Clinic’s shopping trips spice up nutrition advice
It was after she moved to Washington state from Texas five years ago that Sheila Flax noticed her son was gaining weight.
Down south, they lived on half an acre of land, enough space for a young boy to ride his bike and romp about.
But in Seattle’s Central Area where they live now, space is tighter. The nearby park feels more like a dog park, Flax said. A divorced mother raising two children, she also finds food costs more here, too.
On a recent Saturday morning, Flax and her son, D’andre Broussard, 12, were among about 20 mothers and children following two nutritionists around a Rainier Avenue South Safeway store in a program called Shop Around, learning how to select healthful foods that are easy on the household budget.
Flax believes “it’s far more expensive to eat and be healthy. … A lot of sports and things like the gym cost money. “If you want the better, leaner cuts of meat, organic, chemical-free food, you may pay twice as much.”
Shop Around, open to clients of the Odessa Brown Children’s Clinic in the Central Area, is so named because it focuses on the whole, natural foods located along the perimeter of a store - the meats, the dairy products, fruits and vegetables.
It’s part of Odessa Brown’s Fit 4 You program that, among other things, identifies overweight patients - or those in danger of becoming so - and educates them and their families about grocery shopping, cooking and nutrition.”We all recognize obesity as a huge problem people are facing,” said Odessa Brown nutritionist Linda Murtfeldt. “We’re trying to find things to make life easier and better for the low-income people who come here.”
A recent study by the University of Washington’s underscores why such a program might be useful to the clinic’s patients. It links the potential for obesity with ZIP codes, showing a slightly higher rate of obesity for many of the areas where the clinic’s clients live.
For Justin Seymour, 13, the Shop Around on this Saturday morning was a way to learn how to eat more healthfully to lose weight.
Justin, who considers himself something of a chef - claiming he’s been cooking since he was 3, volunteered to mix the ingredients for a bean dip that was served as a snack at the end of the tour.
“I cook just about anything - hamburgers,” the eighth-grader said with confidence. “I used to cook pot roast, steaks. … ”
His mother looked at him sideways: “When?” she asked. They both remembered: It was when she helped him.
Odessa Brown nutritionist Linda Murtfeldt said she focused this Shop Around on snacking to help children - many of whose parents work out of the home - make wise decisions about snacks and other foods they prepare for themselves.
“Parents are so busy and strapped for time, the kids are often fending for themselves - making things like ramen noodles or having big bags of chips,” she said.
As they walked around the store, Murtfeldt and nutritionist Jess Adlin, with Live Well in Bellevue, discussed the different food groups, explained what the food-guide pyramid is and told the kids they can make a healthful sandwich using most of the items from that guide: vegetables, meat, dairy, breads, fats, fruits.
They talked about the importance of reading labels - looking for the fat, sodium, and fiber content of the foods they buy. The fiber found naturally in fruits and vegetables, Adlin said, is lost in fruit juices. “Err on the side of more fiber.”
The nutritionists talked about the differences between processed foods, which tend to have more fat and sodium added, and nonprocessed foods. Cook your own seafood instead of buying breaded fish, such as fish sticks, they urged.
“Something like marshmallow is so processed it can’t even be identified as a food anymore. That’s what you want to stay away from,” Adlin said.
Murtfeldt and Adlin said that if parents must buy canned fruit, they should look for the ones packed in fruit juice rather than in syrup.
Justin’s mother, Shawona Wiley, said she wanted to get a better idea of the kinds of foods she should be serving her children. “My daughter is almost 18 and I want her to learn, ‘this is how you eat to lose weight,’ ” Wiley said.
“My doctor has already told me that I’m not eating right and both the children need to lose weight.”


- Work task: Each line that includes "belgium" must be copied from the records.

[Records from a data source]
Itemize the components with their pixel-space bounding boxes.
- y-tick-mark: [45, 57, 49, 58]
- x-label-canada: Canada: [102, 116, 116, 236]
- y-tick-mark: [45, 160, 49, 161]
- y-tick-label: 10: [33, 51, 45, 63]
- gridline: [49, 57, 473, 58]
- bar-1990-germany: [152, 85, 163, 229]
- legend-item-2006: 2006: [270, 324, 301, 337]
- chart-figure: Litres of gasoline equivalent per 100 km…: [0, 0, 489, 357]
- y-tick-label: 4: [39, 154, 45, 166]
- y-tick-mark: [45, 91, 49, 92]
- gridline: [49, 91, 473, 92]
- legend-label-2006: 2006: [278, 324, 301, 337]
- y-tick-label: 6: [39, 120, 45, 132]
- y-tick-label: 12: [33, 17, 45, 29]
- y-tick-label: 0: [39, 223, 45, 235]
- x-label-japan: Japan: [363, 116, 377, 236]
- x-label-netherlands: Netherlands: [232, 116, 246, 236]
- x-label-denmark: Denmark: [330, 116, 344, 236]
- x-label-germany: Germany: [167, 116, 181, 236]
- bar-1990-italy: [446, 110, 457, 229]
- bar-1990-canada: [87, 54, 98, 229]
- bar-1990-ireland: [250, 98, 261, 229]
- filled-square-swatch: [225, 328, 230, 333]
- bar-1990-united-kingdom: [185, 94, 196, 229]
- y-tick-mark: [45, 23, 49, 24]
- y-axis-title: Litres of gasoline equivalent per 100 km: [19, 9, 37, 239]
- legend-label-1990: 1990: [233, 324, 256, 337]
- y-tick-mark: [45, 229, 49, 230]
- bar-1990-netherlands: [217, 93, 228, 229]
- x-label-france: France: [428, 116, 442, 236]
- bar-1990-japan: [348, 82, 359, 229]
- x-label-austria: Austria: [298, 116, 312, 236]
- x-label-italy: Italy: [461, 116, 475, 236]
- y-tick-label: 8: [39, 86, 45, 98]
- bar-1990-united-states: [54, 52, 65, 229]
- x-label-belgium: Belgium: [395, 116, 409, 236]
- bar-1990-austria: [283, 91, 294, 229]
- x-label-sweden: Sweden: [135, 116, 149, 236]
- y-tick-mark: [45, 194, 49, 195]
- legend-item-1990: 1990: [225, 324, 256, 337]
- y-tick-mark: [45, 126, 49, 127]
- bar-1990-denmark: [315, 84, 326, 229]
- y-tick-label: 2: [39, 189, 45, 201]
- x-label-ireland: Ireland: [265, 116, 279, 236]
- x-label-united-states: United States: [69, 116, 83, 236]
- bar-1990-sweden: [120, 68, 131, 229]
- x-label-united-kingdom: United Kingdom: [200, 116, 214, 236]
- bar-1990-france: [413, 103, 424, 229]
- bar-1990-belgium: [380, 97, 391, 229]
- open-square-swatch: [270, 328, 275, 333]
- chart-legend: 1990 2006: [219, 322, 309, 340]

- Response for this exercise:
- x-label-belgium: Belgium: [395, 116, 409, 236]
- bar-1990-belgium: [380, 97, 391, 229]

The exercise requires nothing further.